At breaktime we’re not mobbed by all the children, which is unusual. They’re all off into the ground playing football of watching us from a distance. So we’re able to talk to the teachers. One of them has a gorgeous six month old baby with her. With all the others we’re sitting on the grass in the playground. The baby cries, so she whips out a breast and starts feeding the child in mid conversation with us. The other children are so used to this that they don’t even notice…. But I find it difficult to sustain a conversation with someone while there’s slurping and hiccupping coming from her chest….

Unusually for a country school, Kaduha doesn’t have any gardens, never mind livestock. Eugène is negotiating with the priest to take over a patch of abandoned land to use for farming.
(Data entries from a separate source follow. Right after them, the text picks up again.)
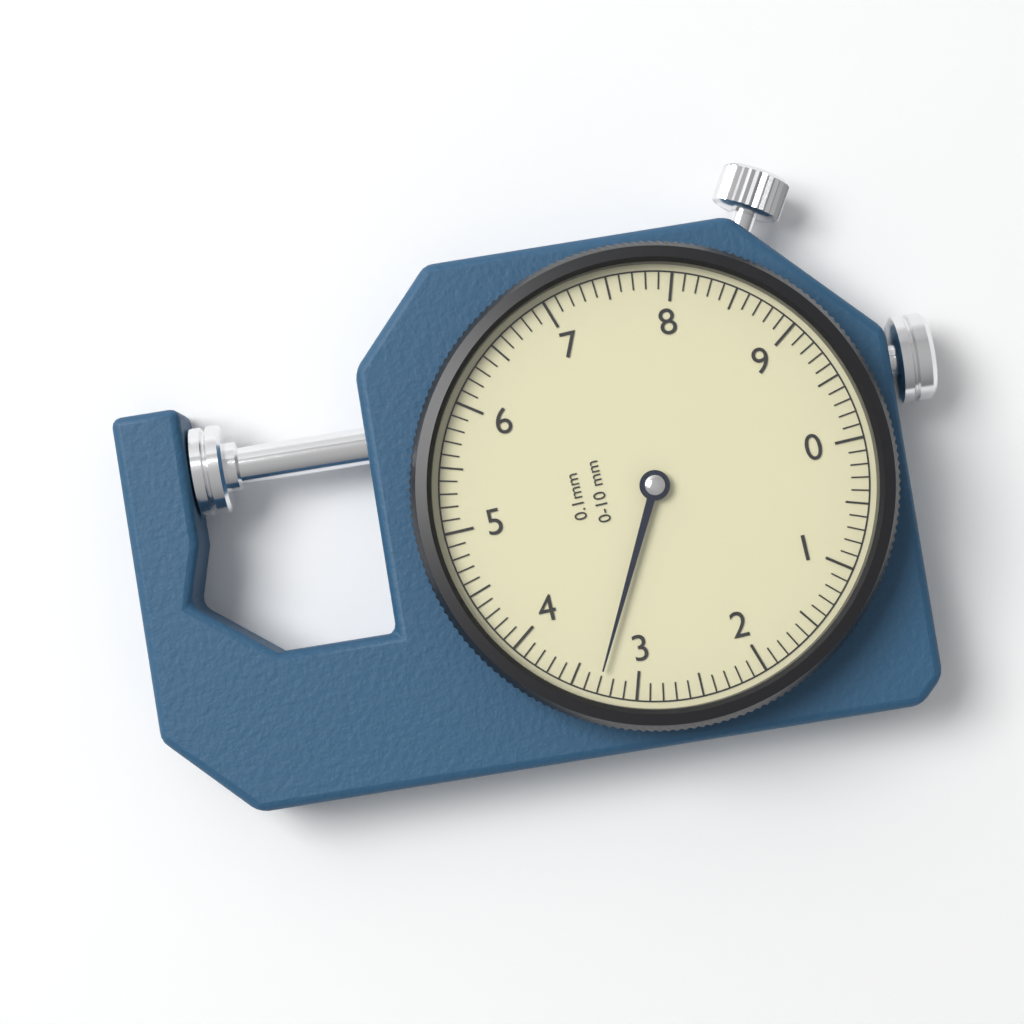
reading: 3.3 mm
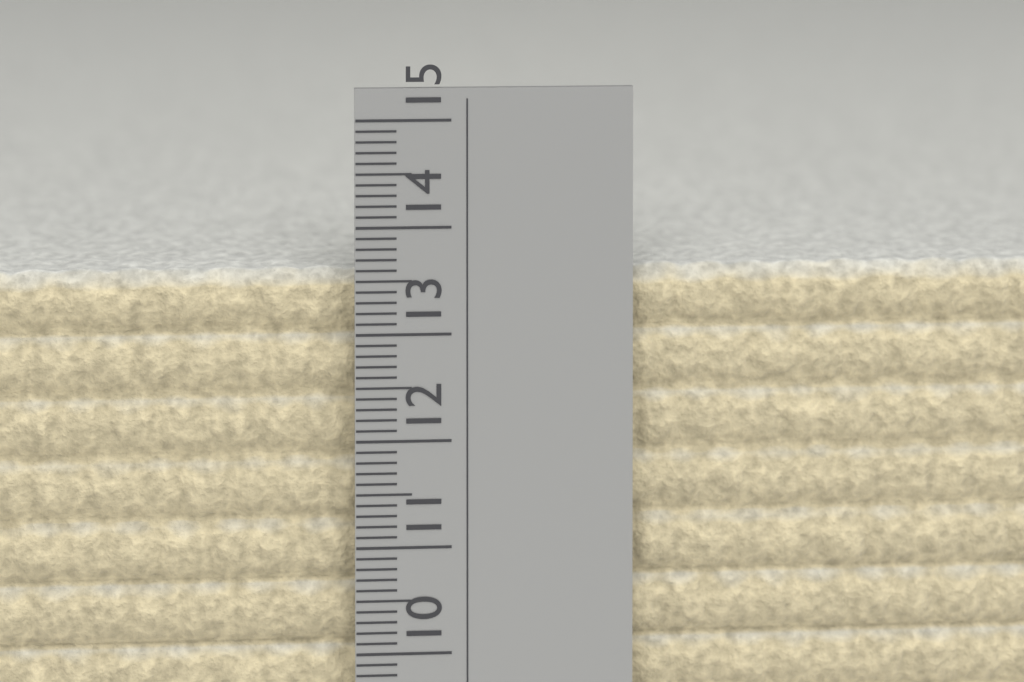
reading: 13.6 cm
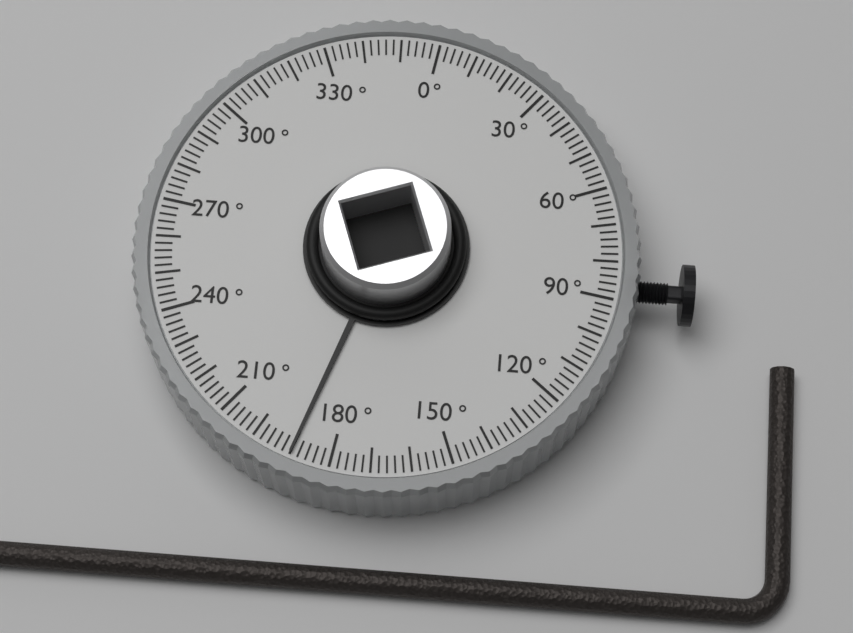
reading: 190 °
It isn’t till we’re ready to debrief to the whole staff that I realise I’ve forgotten all about the inspection administrative. I’ve been so enjoying sitting in on lessons. So we do a lightning speed inspection which ticks the boxes but leaves out most of the detail. I’ll have to wing it when I write my report.

Finally a “pearls of wisdom” session with the staff, all ten of them. These sessions are definitely getting easier because I’m tending to say the same things each time. You feel like a politician on the stump. Leave them feeling good; praise whatever you can find to praise, just give two or three things you want to see different next time.

I like Kaduha; it’s a welcoming school and it reminds me of some of our rural primaries back in England.

Back in Gitarama I buy a housewarming present for Soraya, then go home for a siesta and to write up my report. It turns out that I have to do a lot more imaginative recreation of things I forgot to ask than I bargained for….

During the evening my next week’s plans are thrown into confusion. My Monday school asks me to come on Tuesday; but my Tuesday school can’t have me on Monday. Then I discover there’s a very little school called Muhazi which seems to have escaped all the exam results statistics – it just doesn’t appear anywhere. I’d have thought it didn’t exist except that I’ve got the census sheet for it on my bed. Perhaps I’ll give them a call on Monday morning.

Best thing about today – being out in the country. Inspecting schools and actually feeling relaxed about it. Even my French is getting better by the day.

Worst thing about today – nothing at all. For the millionth time, this is exactly what I came here to do.